The eight are being hunted, of course, in what seems at first to be the weakest part of the story. A cliche of the super powerful corporation dedicated to hunting down people like this for unexplained and nefarious purposes, with seemingly endless supplies of resources, government influence, and sociopaths willing to do violence. But the show sets that up only to knock it down, gradually revealing snippets of a truly monstrous antagonist. This is one of the problems with reviews, because I want to sit here and talk to at length of thoughts about Mr. Whisper and Jonas, the sorts of thoughts that you really need to roll around in your own head first as you watch the show.

And you should watch this show. Because while there are parts of the plot that are derivative, the story is wholly gorgeous and beautiful, especially once you get to the end and can reflect on all the rest of it. It is saying different things about identity, about what really makes you who you are. Each of the eight has their own story, and what makes them seem boring in the first few episodes is that for the most part they are not action-oriented or science fictional in the least. But each of them is like a short story in its own right, of the evolution of an individual’s identity and how being part of this completely empathetic group both changes and reinforces those identities.
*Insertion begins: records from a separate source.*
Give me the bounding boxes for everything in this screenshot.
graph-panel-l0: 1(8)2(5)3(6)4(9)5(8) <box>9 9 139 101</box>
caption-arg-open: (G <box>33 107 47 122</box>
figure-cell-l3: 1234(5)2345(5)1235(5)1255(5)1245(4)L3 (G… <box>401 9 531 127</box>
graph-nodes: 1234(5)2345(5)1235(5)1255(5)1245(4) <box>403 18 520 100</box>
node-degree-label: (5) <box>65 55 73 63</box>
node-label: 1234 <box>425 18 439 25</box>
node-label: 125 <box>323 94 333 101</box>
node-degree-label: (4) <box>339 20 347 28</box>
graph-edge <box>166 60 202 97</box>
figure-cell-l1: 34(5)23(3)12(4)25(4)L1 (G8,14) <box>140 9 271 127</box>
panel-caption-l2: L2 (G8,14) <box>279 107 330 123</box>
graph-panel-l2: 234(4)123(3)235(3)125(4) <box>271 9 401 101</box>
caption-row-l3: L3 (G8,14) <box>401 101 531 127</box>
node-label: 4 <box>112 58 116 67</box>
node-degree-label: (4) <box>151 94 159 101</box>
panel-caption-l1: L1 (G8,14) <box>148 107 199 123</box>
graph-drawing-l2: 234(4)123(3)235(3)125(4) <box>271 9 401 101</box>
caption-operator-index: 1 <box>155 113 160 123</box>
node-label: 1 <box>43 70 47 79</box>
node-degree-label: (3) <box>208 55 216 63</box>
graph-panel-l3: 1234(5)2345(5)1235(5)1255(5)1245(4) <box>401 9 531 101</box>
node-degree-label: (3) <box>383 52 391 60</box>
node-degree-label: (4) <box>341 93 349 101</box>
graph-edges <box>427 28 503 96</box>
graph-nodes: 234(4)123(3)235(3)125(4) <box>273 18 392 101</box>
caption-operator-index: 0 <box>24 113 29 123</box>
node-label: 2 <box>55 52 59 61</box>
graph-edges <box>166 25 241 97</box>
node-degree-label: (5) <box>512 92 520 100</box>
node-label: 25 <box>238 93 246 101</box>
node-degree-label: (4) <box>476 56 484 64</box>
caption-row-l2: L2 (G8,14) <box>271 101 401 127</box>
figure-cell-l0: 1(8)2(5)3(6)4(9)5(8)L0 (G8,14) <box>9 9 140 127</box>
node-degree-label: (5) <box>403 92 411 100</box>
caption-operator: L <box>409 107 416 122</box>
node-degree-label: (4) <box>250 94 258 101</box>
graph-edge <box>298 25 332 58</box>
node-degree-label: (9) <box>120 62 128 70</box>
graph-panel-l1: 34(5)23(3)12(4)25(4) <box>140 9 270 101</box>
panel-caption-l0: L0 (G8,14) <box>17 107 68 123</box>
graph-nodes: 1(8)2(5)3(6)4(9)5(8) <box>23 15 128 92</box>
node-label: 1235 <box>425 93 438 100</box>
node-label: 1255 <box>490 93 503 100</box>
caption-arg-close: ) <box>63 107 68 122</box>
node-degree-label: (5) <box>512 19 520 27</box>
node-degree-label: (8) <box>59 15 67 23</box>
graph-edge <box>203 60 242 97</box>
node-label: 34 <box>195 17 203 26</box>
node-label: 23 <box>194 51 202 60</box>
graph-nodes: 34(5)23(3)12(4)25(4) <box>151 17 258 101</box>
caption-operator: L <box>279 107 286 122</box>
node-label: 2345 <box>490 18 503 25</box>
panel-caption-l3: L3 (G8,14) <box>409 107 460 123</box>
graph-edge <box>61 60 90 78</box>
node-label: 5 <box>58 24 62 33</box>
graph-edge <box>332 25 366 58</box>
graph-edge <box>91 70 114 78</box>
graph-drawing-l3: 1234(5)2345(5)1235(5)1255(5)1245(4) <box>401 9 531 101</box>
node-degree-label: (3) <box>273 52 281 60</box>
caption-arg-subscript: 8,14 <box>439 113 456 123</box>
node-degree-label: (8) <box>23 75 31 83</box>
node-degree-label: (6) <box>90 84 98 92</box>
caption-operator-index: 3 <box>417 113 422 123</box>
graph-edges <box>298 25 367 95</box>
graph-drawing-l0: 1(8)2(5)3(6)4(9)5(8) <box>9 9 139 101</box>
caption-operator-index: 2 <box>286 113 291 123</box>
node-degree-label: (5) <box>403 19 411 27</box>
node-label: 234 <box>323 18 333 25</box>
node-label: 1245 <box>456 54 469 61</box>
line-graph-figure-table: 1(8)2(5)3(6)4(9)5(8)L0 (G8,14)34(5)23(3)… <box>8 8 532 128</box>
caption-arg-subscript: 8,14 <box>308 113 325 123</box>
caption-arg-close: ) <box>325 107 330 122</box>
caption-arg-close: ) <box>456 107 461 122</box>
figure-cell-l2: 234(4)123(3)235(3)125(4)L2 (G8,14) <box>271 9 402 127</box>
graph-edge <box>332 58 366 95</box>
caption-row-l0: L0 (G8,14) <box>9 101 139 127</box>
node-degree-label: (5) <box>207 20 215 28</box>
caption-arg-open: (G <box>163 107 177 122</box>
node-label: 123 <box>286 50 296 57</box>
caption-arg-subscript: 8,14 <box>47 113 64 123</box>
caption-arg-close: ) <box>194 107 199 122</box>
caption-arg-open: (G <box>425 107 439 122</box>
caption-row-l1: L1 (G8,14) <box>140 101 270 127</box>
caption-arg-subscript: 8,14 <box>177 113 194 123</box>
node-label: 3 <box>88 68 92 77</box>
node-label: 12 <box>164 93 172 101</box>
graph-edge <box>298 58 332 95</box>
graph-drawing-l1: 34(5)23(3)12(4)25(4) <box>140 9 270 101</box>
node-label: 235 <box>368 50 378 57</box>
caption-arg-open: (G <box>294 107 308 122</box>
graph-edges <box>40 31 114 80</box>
There are deeper themes that riff along those same lines too: the antagonist is both entirely evil and yet the ways in which he is deeply resonate with these themes of identity and empathy. Despite the first trappings of cliche, this is no mere “hunt the people who are different and therefore a threat”. Every aspect of the different interwoven stories serve these central themes.

That’s the key to getting the show, I think, to really enjoying it from the start. It’s the realization that this is not a science fiction story at all. This is a genre-breaking story that could be told in fantasy, sci-fi, urban horror, or just about anything else. That’s the mark of a transcendent story, and one I deeply hope that Netflix will give us more seasons of.

Steven Lloyd Wilson is a hopeless romantic and the last scion of Norse warriors and the forbidden elder gods. His novel, ramblings, and assorted fictions coalesce at www.burningviolin.com. You can email him here.